The Court acknowledged ambiguity in the Florida statute regarding whether it constituted a “crime of violence,” because this statute encompasses both a mere “touching,” and a striking or the causing of bodily harm.
However, using the modified categorical approach, the district court correctly relied on the defendant’s plea colloquy, and not just the probable cause arrest affidavits (which would not have sufficed to determine whether the prior conviction was a “crime of violence.”). The tape of the state judge’s acceptance of Diaz-Calderone’s nolo contendere plea indicated that Diaz-Calderone admitted to what the affidavit said he did, namely striking the pregnant victim. Therefore, the district court correctly concluded that in his case the prior aggravated battery was a crime of violence.
Tuesday, May 07, 2013
Dupree v. Warden: Recommending Stricter Review of Unobjected to R&R Issue
In Dupree v. Warden, No. 11-12888 (May 7, 2013),
the Court vacated the denial of habeas relief because the district court failed to address all issues raised in a habeas petition, in violation of Clisby v. Jones, 960 F.2d 925 (11th Cir. 1992) (en banc) (district court must address all issues raised in a habeas petition, regardless of whether relief is granted or denied).
The Court noted, however, that the issue that the district court had failed to address was also not addressed by a Magistrate Judge in his Report and Recommendation, and that the habeas petitioner had failed to object in the district court to the Magistrate Judge’s failure to address this issue.
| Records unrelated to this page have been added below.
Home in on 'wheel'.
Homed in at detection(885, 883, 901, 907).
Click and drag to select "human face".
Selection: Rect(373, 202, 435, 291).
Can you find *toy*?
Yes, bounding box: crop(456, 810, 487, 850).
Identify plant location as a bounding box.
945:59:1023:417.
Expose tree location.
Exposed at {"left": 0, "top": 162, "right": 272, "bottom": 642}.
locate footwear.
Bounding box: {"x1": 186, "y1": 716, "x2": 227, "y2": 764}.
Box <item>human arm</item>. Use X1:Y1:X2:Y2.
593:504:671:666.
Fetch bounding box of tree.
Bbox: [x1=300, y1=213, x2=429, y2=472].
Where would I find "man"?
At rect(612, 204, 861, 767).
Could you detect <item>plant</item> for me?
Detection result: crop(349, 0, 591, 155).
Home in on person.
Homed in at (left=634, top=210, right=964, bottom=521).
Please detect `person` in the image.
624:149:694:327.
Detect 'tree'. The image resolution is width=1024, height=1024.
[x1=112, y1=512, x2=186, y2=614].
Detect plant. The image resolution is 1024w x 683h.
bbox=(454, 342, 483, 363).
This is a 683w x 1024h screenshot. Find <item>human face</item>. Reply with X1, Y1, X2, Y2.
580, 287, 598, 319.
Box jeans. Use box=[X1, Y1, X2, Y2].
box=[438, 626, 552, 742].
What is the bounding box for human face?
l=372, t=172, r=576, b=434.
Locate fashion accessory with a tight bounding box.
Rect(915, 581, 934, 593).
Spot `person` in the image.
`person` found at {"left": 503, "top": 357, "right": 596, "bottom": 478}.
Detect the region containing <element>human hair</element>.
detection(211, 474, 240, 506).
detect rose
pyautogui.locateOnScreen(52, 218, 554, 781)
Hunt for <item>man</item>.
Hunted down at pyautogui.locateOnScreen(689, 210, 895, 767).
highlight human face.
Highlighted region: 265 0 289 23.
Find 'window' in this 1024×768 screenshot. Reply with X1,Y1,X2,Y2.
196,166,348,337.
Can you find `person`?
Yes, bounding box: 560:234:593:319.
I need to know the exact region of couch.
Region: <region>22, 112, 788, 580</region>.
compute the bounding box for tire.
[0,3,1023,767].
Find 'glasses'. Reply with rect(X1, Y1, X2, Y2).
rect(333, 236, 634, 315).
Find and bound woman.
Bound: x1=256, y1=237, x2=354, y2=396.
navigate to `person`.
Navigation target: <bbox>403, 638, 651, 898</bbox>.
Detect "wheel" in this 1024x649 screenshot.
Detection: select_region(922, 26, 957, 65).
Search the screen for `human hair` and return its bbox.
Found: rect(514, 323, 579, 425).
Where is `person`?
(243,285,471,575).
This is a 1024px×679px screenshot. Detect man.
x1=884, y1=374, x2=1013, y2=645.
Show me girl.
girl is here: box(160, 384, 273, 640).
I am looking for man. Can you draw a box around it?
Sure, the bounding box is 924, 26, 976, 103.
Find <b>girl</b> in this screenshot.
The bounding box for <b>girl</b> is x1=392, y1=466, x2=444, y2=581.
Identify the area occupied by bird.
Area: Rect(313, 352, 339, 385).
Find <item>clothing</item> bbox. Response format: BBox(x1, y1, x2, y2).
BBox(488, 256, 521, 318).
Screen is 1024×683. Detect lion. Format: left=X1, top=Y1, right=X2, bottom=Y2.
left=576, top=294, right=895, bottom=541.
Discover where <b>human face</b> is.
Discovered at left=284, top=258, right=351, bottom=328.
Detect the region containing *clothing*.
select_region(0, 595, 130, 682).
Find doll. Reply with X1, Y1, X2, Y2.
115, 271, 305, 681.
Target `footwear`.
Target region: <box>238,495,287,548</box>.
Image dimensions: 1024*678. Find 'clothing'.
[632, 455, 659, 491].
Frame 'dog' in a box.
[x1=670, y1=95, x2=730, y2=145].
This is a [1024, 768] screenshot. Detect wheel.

The Court noted that in the Eleventh Circuit, the unobjected-to legal issue is nonetheless reviewed de novo by the Court of Appeals. The Court added a lengthy “recommendation,” urging the full court en banc, or by administrative rule-making, to change its standard of review. The Court noted that in a majority of Circuits a party’s failure to object to a Report and Recommendation results in waiver of that issue, with plain error review only when in the “interests of justice.” The Court advocated adoption of this stricter rule, noting that it prevents “sandbagging” the district court.
the Court vacated the denial of habeas relief because the district court failed to address all issues raised in a habeas petition, in violation of Clisby v. Jones, 960 F.2d 925 (11th Cir. 1992) (en banc) (district court must address all issues raised in a habeas petition, regardless of whether relief is granted or denied).
The Court noted, however, that the issue that the district court had failed to address was also not addressed by a Magistrate Judge in his Report and Recommendation, and that the habeas petitioner had failed to object in the district court to the Magistrate Judge’s failure to address this issue. The Court noted that in the Eleventh Circuit, the unobjected-to legal issue is nonetheless reviewed de novo by the Court of Appeals. The Court added a lengthy “recommendation,” urging the full court en banc, or by administrative rule-making, to change its standard of review. The Court noted that in a majority of Circuits a party’s failure to object to a Report and Recommendation results in waiver of that issue, with plain error review only when in the “interests of justice.” The Court advocated adoption of this stricter rule, noting that it prevents “sandbagging” the district court.